Eat well, sleep more
LifestyleClimbing is recovery-limited. Tendons heal in days, not hours — rest day strength is real.
Go deeper
Books, podcasts, films, and more
- Book· Mike & Mark AndersonThe Rock Climber's Training ManualThe definitive structured training book. Skip to chapters 4–6 once you're at V3 or higher.
- Book· Dave MacLeod9 Out of 10 Climbers Make the Same MistakesShorter, sharper, and life-changing for plateau-stuck intermediates.
- Podcast· Steven DimmittThe Nugget Climbing PodcastLong-form interviews with elite climbers — surprisingly transferable lessons for hobbyists.
- Video· LatticeLattice Training on YouTubeSport-science-backed video coaching from the team behind GB Climbing's testing.

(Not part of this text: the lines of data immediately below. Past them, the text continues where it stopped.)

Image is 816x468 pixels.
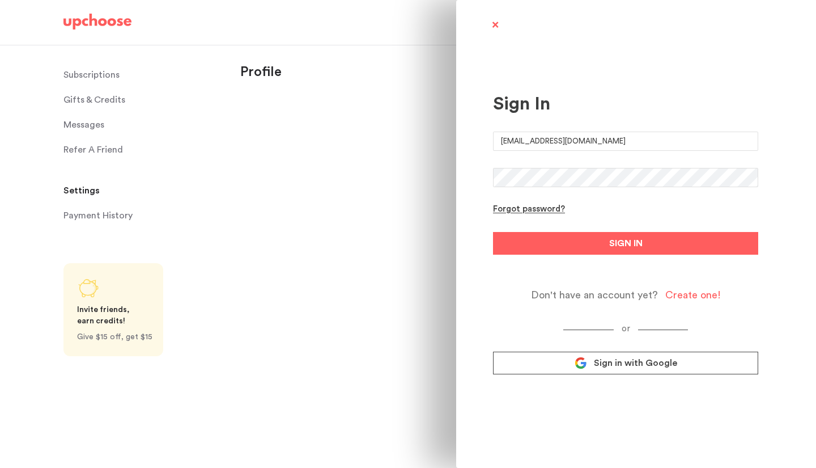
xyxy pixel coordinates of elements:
[531,289,658,302] span: Don't have an account yet?
[493,132,759,151] input: E-mail
[614,324,638,333] span: or
[610,236,643,250] span: SIGN IN
[493,352,759,374] a: Sign in with Google
[594,357,678,369] span: Sign in with Google
[666,289,721,302] div: Create one!
[493,232,759,255] button: SIGN IN
[493,93,759,115] div: Sign In
[493,204,565,215] div: Forgot password?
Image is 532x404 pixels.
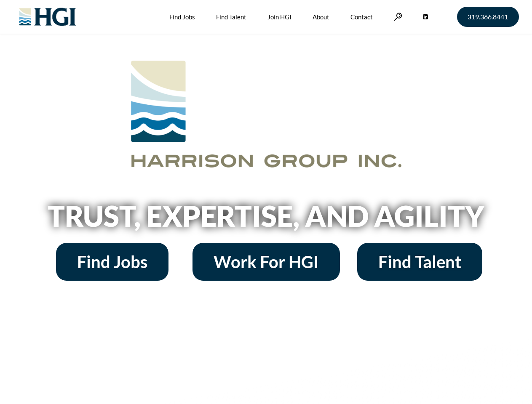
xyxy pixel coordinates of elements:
a: 319.366.8441 [457,7,519,27]
a: Find Jobs [56,243,169,281]
span: Find Jobs [77,253,147,270]
a: Search [394,13,402,21]
h2: Trust, Expertise, and Agility [26,202,506,230]
a: Work For HGI [193,243,340,281]
span: Find Talent [378,253,461,270]
span: Work For HGI [214,253,319,270]
a: Find Talent [357,243,482,281]
span: 319.366.8441 [468,13,508,21]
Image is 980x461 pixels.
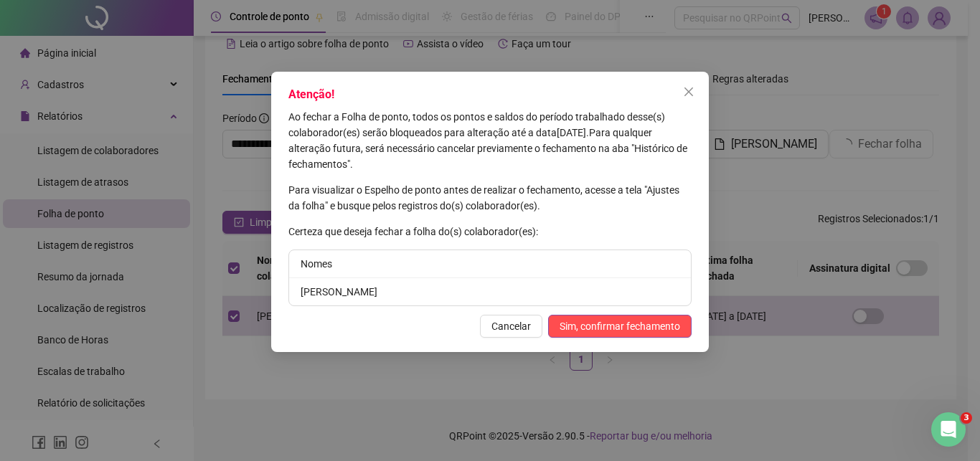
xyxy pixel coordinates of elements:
[288,88,334,101] span: Atenção!
[288,226,538,237] span: Certeza que deseja fechar a folha do(s) colaborador(es):
[560,318,680,334] span: Sim, confirmar fechamento
[480,315,543,338] button: Cancelar
[677,80,700,103] button: Close
[492,318,531,334] span: Cancelar
[288,109,691,172] p: [DATE] .
[289,278,691,305] li: [PERSON_NAME]
[548,315,691,338] button: Sim, confirmar fechamento
[300,258,332,270] span: Nomes
[683,86,694,98] span: close
[931,412,965,446] iframe: Intercom live chat
[288,185,680,212] span: Para visualizar o Espelho de ponto antes de realizar o fechamento, acesse a tela "Ajustes da folh...
[288,111,665,139] span: Ao fechar a Folha de ponto, todos os pontos e saldos do período trabalhado desse(s) colaborador(e...
[960,412,972,423] span: 3
[288,127,687,170] span: Para qualquer alteração futura, será necessário cancelar previamente o fechamento na aba "Históri...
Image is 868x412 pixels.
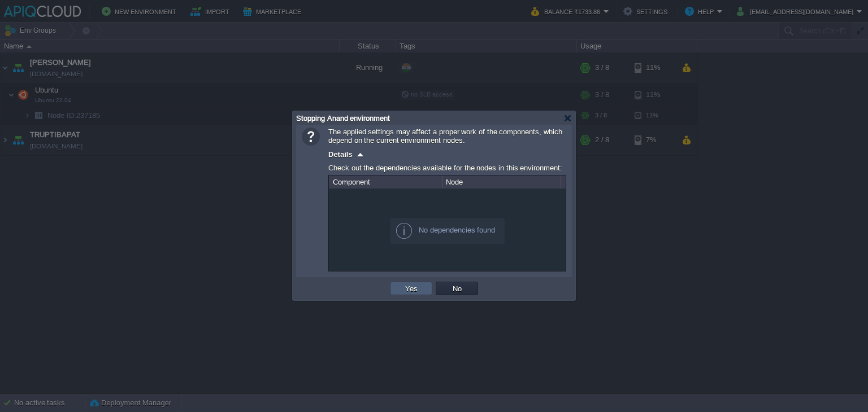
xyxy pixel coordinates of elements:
span: Stopping Anand environment [296,114,390,122]
span: The applied settings may affect a proper work of the components, which depend on the current envi... [328,128,562,145]
div: Node [443,175,560,189]
button: Yes [401,283,421,293]
div: No dependencies found [391,218,504,244]
div: Check out the dependencies available for the nodes in this environment: [328,161,566,175]
span: Details [328,150,352,159]
div: Component [330,175,442,189]
button: No [449,283,465,293]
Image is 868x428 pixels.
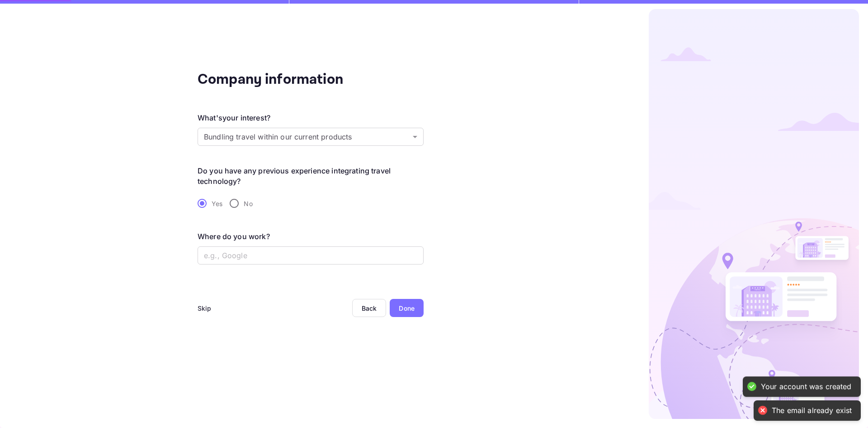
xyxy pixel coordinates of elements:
div: Where do you work? [198,231,270,242]
div: The email already exist [772,406,852,415]
div: travel-experience [198,194,424,213]
div: Skip [198,303,212,313]
legend: Do you have any previous experience integrating travel technology? [198,166,424,186]
div: Company information [198,69,379,91]
span: Yes [212,198,223,208]
span: No [244,198,252,208]
div: Without label [198,128,424,146]
div: Your account was created [761,381,852,391]
div: Back [362,304,377,312]
img: logo [649,9,859,419]
input: e.g., Google [198,246,424,265]
div: What's your interest? [198,112,270,123]
div: Done [399,303,415,313]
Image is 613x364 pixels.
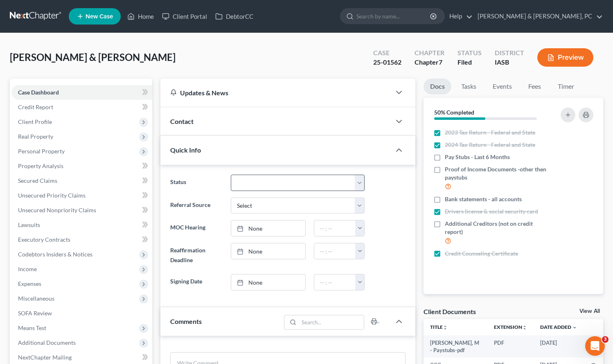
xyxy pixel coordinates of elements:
[602,336,609,343] span: 3
[445,128,535,137] span: 2023 Tax Return - Federal and State
[474,9,603,24] a: [PERSON_NAME] & [PERSON_NAME], PC
[18,339,76,346] span: Additional Documents
[166,220,227,237] label: MOC Hearing
[551,78,581,95] a: Timer
[11,188,152,203] a: Unsecured Priority Claims
[18,192,85,199] span: Unsecured Priority Claims
[424,336,488,358] td: [PERSON_NAME], M - Paystubs-pdf
[18,310,52,317] span: SOFA Review
[170,88,381,97] div: Updates & News
[18,236,70,243] span: Executory Contracts
[11,203,152,218] a: Unsecured Nonpriority Claims
[170,317,202,325] span: Comments
[18,148,64,155] span: Personal Property
[18,118,52,125] span: Client Profile
[11,85,152,100] a: Case Dashboard
[18,89,59,96] span: Case Dashboard
[11,233,152,247] a: Executory Contracts
[579,308,600,314] a: View All
[11,306,152,321] a: SOFA Review
[445,141,535,149] span: 2024 Tax Return - Federal and State
[445,249,518,258] span: Credit Counseling Certificate
[445,207,538,216] span: Drivers license & social security card
[445,220,552,236] span: Additional Creditors (not on credit report)
[415,48,444,58] div: Chapter
[424,78,451,95] a: Docs
[357,8,431,24] input: Search by name...
[11,159,152,174] a: Property Analysis
[314,221,356,236] input: -- : --
[158,9,211,24] a: Client Portal
[495,58,524,67] div: IASB
[522,325,527,330] i: unfold_more
[18,207,96,214] span: Unsecured Nonpriority Claims
[457,48,482,58] div: Status
[11,218,152,233] a: Lawsuits
[585,336,605,356] iframe: Intercom live chat
[18,354,71,361] span: NextChapter Mailing
[18,266,37,273] span: Income
[373,58,401,67] div: 25-01562
[314,275,356,290] input: -- : --
[486,78,518,95] a: Events
[534,336,584,358] td: [DATE]
[18,163,63,170] span: Property Analysis
[10,51,176,63] span: [PERSON_NAME] & [PERSON_NAME]
[373,48,401,58] div: Case
[231,243,306,259] a: None
[537,48,593,66] button: Preview
[18,324,46,331] span: Means Test
[18,133,53,140] span: Real Property
[540,324,577,330] a: Date Added expand_more
[18,295,55,302] span: Miscellaneous
[166,175,227,191] label: Status
[18,280,41,287] span: Expenses
[18,221,40,228] span: Lawsuits
[445,9,473,24] a: Help
[11,100,152,115] a: Credit Report
[11,174,152,188] a: Secured Claims
[314,243,356,259] input: -- : --
[231,275,306,290] a: None
[457,58,482,67] div: Filed
[522,78,548,95] a: Fees
[430,324,448,330] a: Titleunfold_more
[572,325,577,330] i: expand_more
[170,146,201,154] span: Quick Info
[18,251,92,258] span: Codebtors Insiders & Notices
[443,325,448,330] i: unfold_more
[455,78,483,95] a: Tasks
[434,109,474,116] strong: 50% Completed
[166,243,227,268] label: Reaffirmation Deadline
[211,9,257,24] a: DebtorCC
[445,165,552,182] span: Proof of Income Documents -other then paystubs
[85,13,113,20] span: New Case
[445,195,522,203] span: Bank statements - all accounts
[445,153,510,161] span: Pay Stubs - Last 6 Months
[170,118,193,125] span: Contact
[18,177,58,184] span: Secured Claims
[166,198,227,214] label: Referral Source
[415,58,444,67] div: Chapter
[424,307,476,316] div: Client Documents
[439,58,442,66] span: 7
[299,315,364,329] input: Search...
[166,274,227,291] label: Signing Date
[488,336,534,358] td: PDF
[494,324,527,330] a: Extensionunfold_more
[123,9,158,24] a: Home
[495,48,524,58] div: District
[18,104,53,111] span: Credit Report
[231,221,306,236] a: None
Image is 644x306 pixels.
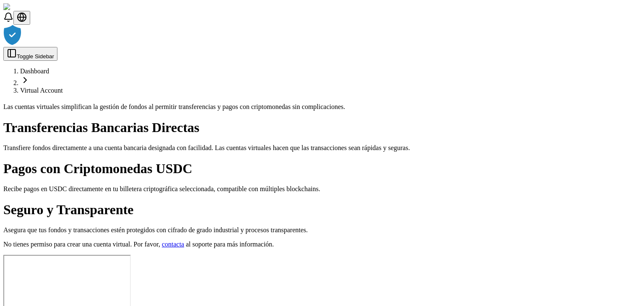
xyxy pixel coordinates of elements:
p: Asegura que tus fondos y transacciones estén protegidos con cifrado de grado industrial y proceso... [3,226,641,234]
a: Dashboard [20,68,49,75]
a: Virtual Account [20,87,63,94]
p: Recibe pagos en USDC directamente en tu billetera criptográfica seleccionada, compatible con múlt... [3,185,641,193]
span: No tienes permiso para crear una cuenta virtual. Por favor, [3,241,162,248]
span: Toggle Sidebar [17,53,54,60]
nav: breadcrumb [3,68,641,94]
span: al soporte para más información. [184,241,274,248]
h1: Transferencias Bancarias Directas [3,120,641,136]
img: ShieldPay Logo [3,3,53,11]
a: contacta [162,241,184,248]
p: Las cuentas virtuales simplifican la gestión de fondos al permitir transferencias y pagos con cri... [3,103,641,111]
h1: Pagos con Criptomonedas USDC [3,161,641,177]
button: Toggle Sidebar [3,47,57,61]
h1: Seguro y Transparente [3,202,641,218]
p: Transfiere fondos directamente a una cuenta bancaria designada con facilidad. Las cuentas virtual... [3,144,641,152]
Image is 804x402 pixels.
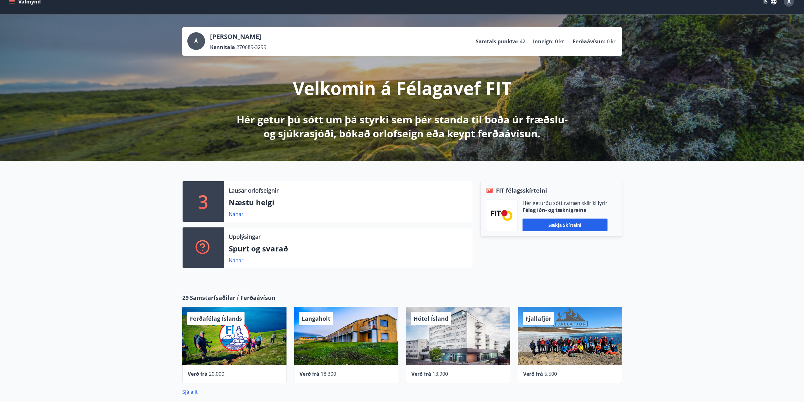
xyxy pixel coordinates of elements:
span: Á [194,38,198,45]
a: Nánar [229,257,244,264]
span: Verð frá [188,370,208,377]
p: Kennitala [210,44,235,51]
span: 29 [182,293,189,302]
button: Sækja skírteini [523,218,608,231]
p: Spurt og svarað [229,243,468,254]
p: Lausar orlofseignir [229,186,279,194]
span: 0 kr. [607,38,617,45]
p: Hér getur þú sótt um þá styrki sem þér standa til boða úr fræðslu- og sjúkrasjóði, bókað orlofsei... [235,113,569,140]
span: 42 [520,38,526,45]
span: 0 kr. [555,38,565,45]
p: Samtals punktar [476,38,519,45]
p: Félag iðn- og tæknigreina [523,206,608,213]
p: [PERSON_NAME] [210,32,266,41]
span: FIT félagsskírteini [496,186,547,194]
span: 13.900 [433,370,448,377]
span: 270689-3299 [236,44,266,51]
span: Ferðafélag Íslands [190,314,242,322]
a: Sjá allt [182,388,198,395]
span: 18.300 [321,370,336,377]
p: Hér geturðu sótt rafræn skilríki fyrir [523,199,608,206]
p: Næstu helgi [229,197,468,208]
span: Verð frá [412,370,431,377]
p: Upplýsingar [229,232,261,241]
span: Hótel Ísland [414,314,448,322]
span: Verð frá [523,370,543,377]
span: 20.000 [209,370,224,377]
span: Fjallafjör [526,314,552,322]
a: Nánar [229,211,244,217]
span: Verð frá [300,370,320,377]
p: Inneign : [533,38,554,45]
img: FPQVkF9lTnNbbaRSFyT17YYeljoOGk5m51IhT0bO.png [491,210,513,220]
span: Samstarfsaðilar í Ferðaávísun [190,293,276,302]
p: 3 [198,189,208,213]
span: 5.500 [545,370,557,377]
p: Velkomin á Félagavef FIT [293,76,512,100]
p: Ferðaávísun : [573,38,606,45]
span: Langaholt [302,314,331,322]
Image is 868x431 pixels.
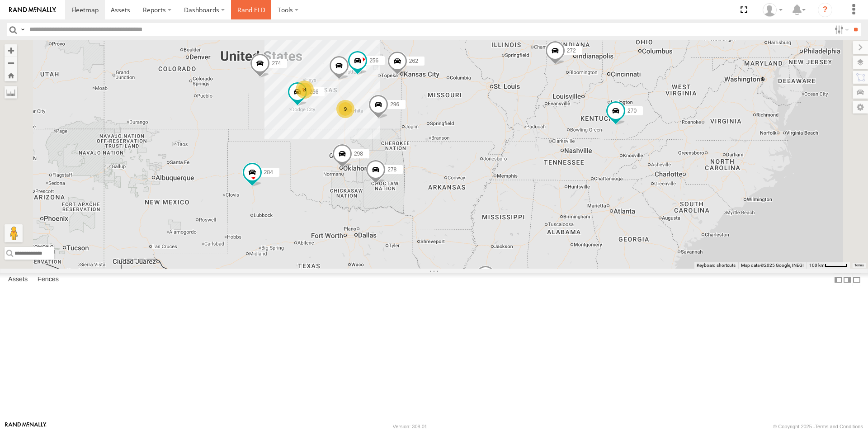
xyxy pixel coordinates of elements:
[272,60,281,66] span: 274
[697,262,736,268] button: Keyboard shortcuts
[296,81,314,99] div: 3
[4,45,17,57] button: Zoom in
[810,263,825,268] span: 100 km
[843,274,852,286] label: Dock Summary Table to the Right
[831,23,850,36] label: Search Filter Options
[9,7,56,13] img: rand-logo.svg
[4,225,22,243] button: Drag Pegman onto the map to open Street View
[806,262,850,268] button: Map Scale: 100 km per 46 pixels
[853,101,868,114] label: Map Settings
[853,274,861,286] label: Hide Summary Table
[567,47,576,54] span: 272
[741,263,804,268] span: Map data ©2025 Google, INEGI
[370,58,378,64] span: 256
[388,167,396,173] span: 278
[33,274,64,286] label: Fences
[4,69,17,82] button: Zoom Home
[627,108,637,114] span: 270
[4,57,17,69] button: Zoom out
[309,89,318,95] span: 266
[409,58,419,65] span: 262
[354,151,363,157] span: 298
[3,274,32,286] label: Assets
[264,169,273,175] span: 284
[5,422,46,431] a: Visit our Website
[393,424,427,429] div: Version: 308.01
[390,102,399,108] span: 296
[854,263,864,267] a: Terms (opens in new tab)
[773,424,863,429] div: © Copyright 2025 -
[818,3,832,17] i: ?
[336,100,354,118] div: 9
[760,3,785,16] div: Mary Lewis
[19,23,27,36] label: Search Query
[4,86,17,99] label: Measure
[834,274,843,286] label: Dock Summary Table to the Left
[815,424,863,429] a: Terms and Conditions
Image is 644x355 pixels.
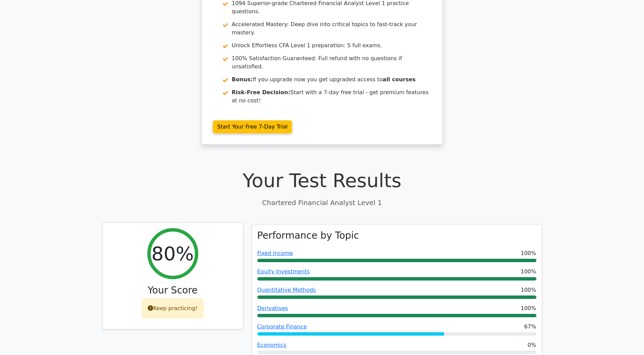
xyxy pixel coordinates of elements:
[108,284,237,296] h3: Your Score
[258,323,307,329] a: Corporate Finance
[520,286,536,294] span: 100%
[258,268,310,275] a: Equity Investments
[152,242,193,265] h2: 80%
[102,198,543,208] p: Chartered Financial Analyst Level 1
[520,268,536,276] span: 100%
[528,341,536,349] span: 0%
[258,286,316,293] a: Quantitative Methods
[258,305,288,312] a: Derivatives
[213,120,292,133] a: Start Your Free 7-Day Trial
[520,305,536,313] span: 100%
[258,250,293,256] a: Fixed Income
[142,298,204,318] div: Keep practicing!
[258,342,287,348] a: Economics
[524,322,536,331] span: 67%
[520,249,536,257] span: 100%
[258,230,359,241] h3: Performance by Topic
[102,169,543,192] h1: Your Test Results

- Film· Jimmy Chin & E. Chai VasarhelyiFree SoloNot what most climbing actually looks like — but it's the film that pulls people through the door.
Latest news
In the climbing world right now
12 Apr 2026
BMC
BMC opens 2026 Youth Climbing Series entries
Eight regional events feed into a national final, with under-9 to under-17 categories and a new para-climbing pathway.
02 Mar 2026
UKClimbing
Indoor wall numbers cross 500 for the first time
Mapping by ABC suggests a new climbing centre opens in the UK every six weeks on average.
21 Jan 2026
GB Climbing
GB Climbing announces 2026 World Cup squad
Mixed boulder and lead lineup for the spring season, with three first-time selections from the youth squad.
Did you know?
- Climbing made its Olympic debut in Tokyo 2020 — Britain's Shauna Coxsey was a gold medal favourite.
- Britain has more than 30,000 trad climbing routes documented — more per square mile than almost any country in the world.
- The hardest boulder problem in the world is V17 (Burden of Dreams) — fewer than five people on Earth have repeated it.
Take the next step
Find out if climbing is your sport.
Take the 5-minute quiz to see how climbing matches your physical profile, mindset, and access — alongside every other sport in the library.